Buenos Aires-based IguanaFix, a home-services startup, is an on-demand home improvement marketplace and service provider. It contracts plumbers, electricians, painters or other professionals for required jobs to carry out home repairs. It helps connect them with consumers and retail stores, thereby providing B2C services to end-customers and B2C solutions to major retailers in the markets where it operates.

The firm closed a $16 million series B round on Monday, receiving investment from Singapore sovereign fund Temasek Holdings and Qualcomm Ventures, the investment arm of telecommunications company Qualcomm. The new financing round will help fuel its expansion beyond its base, in particular in Brazil and Mexico, said a report in New York Times. Existing investor RCV Capital, a vehicle maintained by private equity firm Riverwood Capital for partners, also participated in the round.
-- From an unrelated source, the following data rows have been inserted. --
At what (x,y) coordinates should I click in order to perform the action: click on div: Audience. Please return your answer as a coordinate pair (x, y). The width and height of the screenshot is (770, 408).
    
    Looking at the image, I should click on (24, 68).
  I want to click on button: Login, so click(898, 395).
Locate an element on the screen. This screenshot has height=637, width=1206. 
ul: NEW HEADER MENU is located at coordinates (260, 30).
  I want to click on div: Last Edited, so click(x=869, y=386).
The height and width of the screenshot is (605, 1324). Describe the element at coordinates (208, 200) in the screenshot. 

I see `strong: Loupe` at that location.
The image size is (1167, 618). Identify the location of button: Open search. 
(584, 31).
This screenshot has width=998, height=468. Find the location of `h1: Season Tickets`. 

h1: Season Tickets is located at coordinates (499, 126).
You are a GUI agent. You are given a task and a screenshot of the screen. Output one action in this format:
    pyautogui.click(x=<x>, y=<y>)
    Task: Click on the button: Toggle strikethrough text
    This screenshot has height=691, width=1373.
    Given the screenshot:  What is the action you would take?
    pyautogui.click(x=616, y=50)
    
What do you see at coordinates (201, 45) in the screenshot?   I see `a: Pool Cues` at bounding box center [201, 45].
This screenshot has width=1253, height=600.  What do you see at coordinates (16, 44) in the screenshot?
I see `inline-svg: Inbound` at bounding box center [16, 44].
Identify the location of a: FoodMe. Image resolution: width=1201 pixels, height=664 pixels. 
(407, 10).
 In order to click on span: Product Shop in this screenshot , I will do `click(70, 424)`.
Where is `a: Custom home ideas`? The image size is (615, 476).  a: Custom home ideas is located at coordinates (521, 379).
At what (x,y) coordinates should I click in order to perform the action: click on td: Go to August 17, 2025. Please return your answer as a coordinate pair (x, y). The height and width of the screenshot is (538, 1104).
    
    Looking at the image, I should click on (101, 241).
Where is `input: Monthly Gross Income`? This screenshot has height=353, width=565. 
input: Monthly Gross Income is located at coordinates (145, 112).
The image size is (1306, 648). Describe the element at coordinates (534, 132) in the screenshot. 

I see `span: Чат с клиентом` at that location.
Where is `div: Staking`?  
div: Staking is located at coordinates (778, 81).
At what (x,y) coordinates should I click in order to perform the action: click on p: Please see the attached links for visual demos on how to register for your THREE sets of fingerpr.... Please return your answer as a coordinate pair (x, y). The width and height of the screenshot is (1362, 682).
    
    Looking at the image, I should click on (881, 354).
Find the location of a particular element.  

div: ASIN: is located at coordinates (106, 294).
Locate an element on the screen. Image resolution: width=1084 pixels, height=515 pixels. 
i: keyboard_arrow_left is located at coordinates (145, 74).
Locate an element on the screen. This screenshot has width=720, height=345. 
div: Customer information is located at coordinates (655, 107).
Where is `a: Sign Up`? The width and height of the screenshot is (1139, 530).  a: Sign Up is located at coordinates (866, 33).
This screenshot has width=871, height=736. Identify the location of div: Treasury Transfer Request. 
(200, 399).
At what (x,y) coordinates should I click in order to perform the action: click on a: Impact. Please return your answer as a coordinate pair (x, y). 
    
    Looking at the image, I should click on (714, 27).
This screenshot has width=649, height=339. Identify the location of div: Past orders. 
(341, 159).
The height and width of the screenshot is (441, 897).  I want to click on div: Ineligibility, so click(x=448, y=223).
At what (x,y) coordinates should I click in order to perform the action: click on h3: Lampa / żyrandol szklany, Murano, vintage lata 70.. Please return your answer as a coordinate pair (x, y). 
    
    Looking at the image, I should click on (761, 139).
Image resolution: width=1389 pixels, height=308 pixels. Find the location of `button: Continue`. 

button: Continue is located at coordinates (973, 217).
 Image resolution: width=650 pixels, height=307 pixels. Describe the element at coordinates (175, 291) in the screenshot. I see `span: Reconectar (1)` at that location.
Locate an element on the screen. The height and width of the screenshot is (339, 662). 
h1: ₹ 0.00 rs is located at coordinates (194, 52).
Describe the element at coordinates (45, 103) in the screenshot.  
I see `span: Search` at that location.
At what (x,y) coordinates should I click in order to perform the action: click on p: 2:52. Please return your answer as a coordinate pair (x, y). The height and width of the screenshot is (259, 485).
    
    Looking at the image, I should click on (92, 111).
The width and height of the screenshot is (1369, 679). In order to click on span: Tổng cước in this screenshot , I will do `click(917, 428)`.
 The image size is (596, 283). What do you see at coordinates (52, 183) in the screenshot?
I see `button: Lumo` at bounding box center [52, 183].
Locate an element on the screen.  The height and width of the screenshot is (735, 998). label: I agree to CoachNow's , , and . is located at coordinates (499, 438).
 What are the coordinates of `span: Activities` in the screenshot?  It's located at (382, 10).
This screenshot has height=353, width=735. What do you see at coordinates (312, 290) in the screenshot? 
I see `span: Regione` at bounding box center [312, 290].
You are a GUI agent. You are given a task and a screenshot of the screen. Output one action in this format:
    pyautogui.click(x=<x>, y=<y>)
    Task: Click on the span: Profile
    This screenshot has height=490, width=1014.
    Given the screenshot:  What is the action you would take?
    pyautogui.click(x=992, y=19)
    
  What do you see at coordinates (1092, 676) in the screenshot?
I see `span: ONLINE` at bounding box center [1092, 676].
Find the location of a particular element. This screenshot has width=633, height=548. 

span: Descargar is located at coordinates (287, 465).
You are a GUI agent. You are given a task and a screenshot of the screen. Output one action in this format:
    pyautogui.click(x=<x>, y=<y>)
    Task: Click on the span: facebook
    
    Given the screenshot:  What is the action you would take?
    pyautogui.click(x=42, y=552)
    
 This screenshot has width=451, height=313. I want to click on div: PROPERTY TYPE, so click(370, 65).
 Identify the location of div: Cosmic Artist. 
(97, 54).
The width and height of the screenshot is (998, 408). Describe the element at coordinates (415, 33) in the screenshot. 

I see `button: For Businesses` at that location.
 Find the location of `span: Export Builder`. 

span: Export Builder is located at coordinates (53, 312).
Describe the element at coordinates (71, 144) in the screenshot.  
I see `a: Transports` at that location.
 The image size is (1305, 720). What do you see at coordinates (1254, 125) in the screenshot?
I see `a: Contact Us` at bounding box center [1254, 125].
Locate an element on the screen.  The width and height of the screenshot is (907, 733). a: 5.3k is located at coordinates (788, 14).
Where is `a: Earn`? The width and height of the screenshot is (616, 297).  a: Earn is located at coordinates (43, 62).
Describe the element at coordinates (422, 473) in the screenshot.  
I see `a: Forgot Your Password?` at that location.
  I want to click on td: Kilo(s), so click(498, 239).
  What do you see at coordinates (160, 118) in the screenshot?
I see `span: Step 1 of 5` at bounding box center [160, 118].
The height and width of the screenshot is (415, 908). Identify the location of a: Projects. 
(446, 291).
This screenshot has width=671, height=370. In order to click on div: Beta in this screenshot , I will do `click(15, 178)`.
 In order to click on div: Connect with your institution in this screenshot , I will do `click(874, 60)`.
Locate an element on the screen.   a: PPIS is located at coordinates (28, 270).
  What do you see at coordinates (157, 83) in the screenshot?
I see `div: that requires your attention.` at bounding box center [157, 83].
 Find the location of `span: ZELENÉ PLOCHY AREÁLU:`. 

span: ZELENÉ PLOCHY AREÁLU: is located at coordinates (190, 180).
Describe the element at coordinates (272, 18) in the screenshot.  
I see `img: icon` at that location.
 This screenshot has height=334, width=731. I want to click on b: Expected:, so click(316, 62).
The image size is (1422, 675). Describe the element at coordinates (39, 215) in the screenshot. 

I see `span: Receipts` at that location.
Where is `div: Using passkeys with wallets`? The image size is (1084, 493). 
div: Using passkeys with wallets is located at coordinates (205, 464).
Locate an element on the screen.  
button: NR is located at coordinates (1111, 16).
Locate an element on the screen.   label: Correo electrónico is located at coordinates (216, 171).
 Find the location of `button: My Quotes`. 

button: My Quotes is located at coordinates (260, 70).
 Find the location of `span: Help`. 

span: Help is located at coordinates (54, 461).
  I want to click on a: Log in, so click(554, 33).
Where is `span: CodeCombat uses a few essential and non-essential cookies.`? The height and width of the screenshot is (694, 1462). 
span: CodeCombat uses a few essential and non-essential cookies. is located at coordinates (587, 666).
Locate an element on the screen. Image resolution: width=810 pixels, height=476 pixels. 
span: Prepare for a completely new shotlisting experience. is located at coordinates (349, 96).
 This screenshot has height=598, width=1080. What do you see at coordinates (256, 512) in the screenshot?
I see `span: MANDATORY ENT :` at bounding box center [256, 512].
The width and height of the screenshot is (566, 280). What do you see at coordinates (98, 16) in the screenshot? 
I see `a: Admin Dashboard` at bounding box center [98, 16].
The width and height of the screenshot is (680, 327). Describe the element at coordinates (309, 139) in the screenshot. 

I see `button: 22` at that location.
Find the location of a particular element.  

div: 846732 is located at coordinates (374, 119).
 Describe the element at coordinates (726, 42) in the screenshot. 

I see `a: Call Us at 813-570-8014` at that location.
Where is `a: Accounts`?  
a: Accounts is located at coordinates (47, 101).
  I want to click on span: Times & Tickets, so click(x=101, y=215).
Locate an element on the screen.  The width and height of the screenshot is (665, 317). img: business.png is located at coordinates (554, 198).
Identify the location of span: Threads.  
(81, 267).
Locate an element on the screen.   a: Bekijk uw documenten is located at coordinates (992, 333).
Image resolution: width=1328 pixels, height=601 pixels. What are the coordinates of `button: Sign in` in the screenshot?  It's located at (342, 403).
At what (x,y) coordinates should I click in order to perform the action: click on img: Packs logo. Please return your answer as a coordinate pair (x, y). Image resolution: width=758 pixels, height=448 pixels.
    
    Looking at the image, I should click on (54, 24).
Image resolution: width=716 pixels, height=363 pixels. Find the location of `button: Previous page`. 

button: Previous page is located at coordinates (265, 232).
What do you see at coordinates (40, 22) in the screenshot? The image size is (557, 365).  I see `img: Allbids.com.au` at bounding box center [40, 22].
Temasek has fueled half of the capital, $8 million, into IguanaFix which is very unusual. It hasn’t shown major interest in Latin America, considering it has invested only 2 percent of its roughly $168 billion portfolio. On the other hand, Qualcomm has been actively investing in the region. Carlos Kokron, vice president and managing director for Latin America for Qualcomm Ventures, states they have closed five new investments and four follow-on ones this year compared to three new investments and three follow-on ones in 2015.

Qualcomm Ventures has financed 16 companies in Latin America, almost all based in Brazil. Its global portfolio comprises more than 140 companies. Carlos said, despite the mess in Brazil, the tech start-up industry is progressing at a good pace. It had got in touch with IguanaFix more than two years, but they shared distinct visions. IguanaFix was concentrating on Argentina, and Qualcomm Ventures, whose Latin America office is based in São Paulo, Brazil, were looking for startups based in that country. This year, however, QV decided it is time to be proactive and push its horizons beyond Brazil.

IguanaFix is now all set to expand in the region. Though seventy percent of its revenue comes from Argentina, Recchia expects it to decline by about 30 percent by the end of 2017.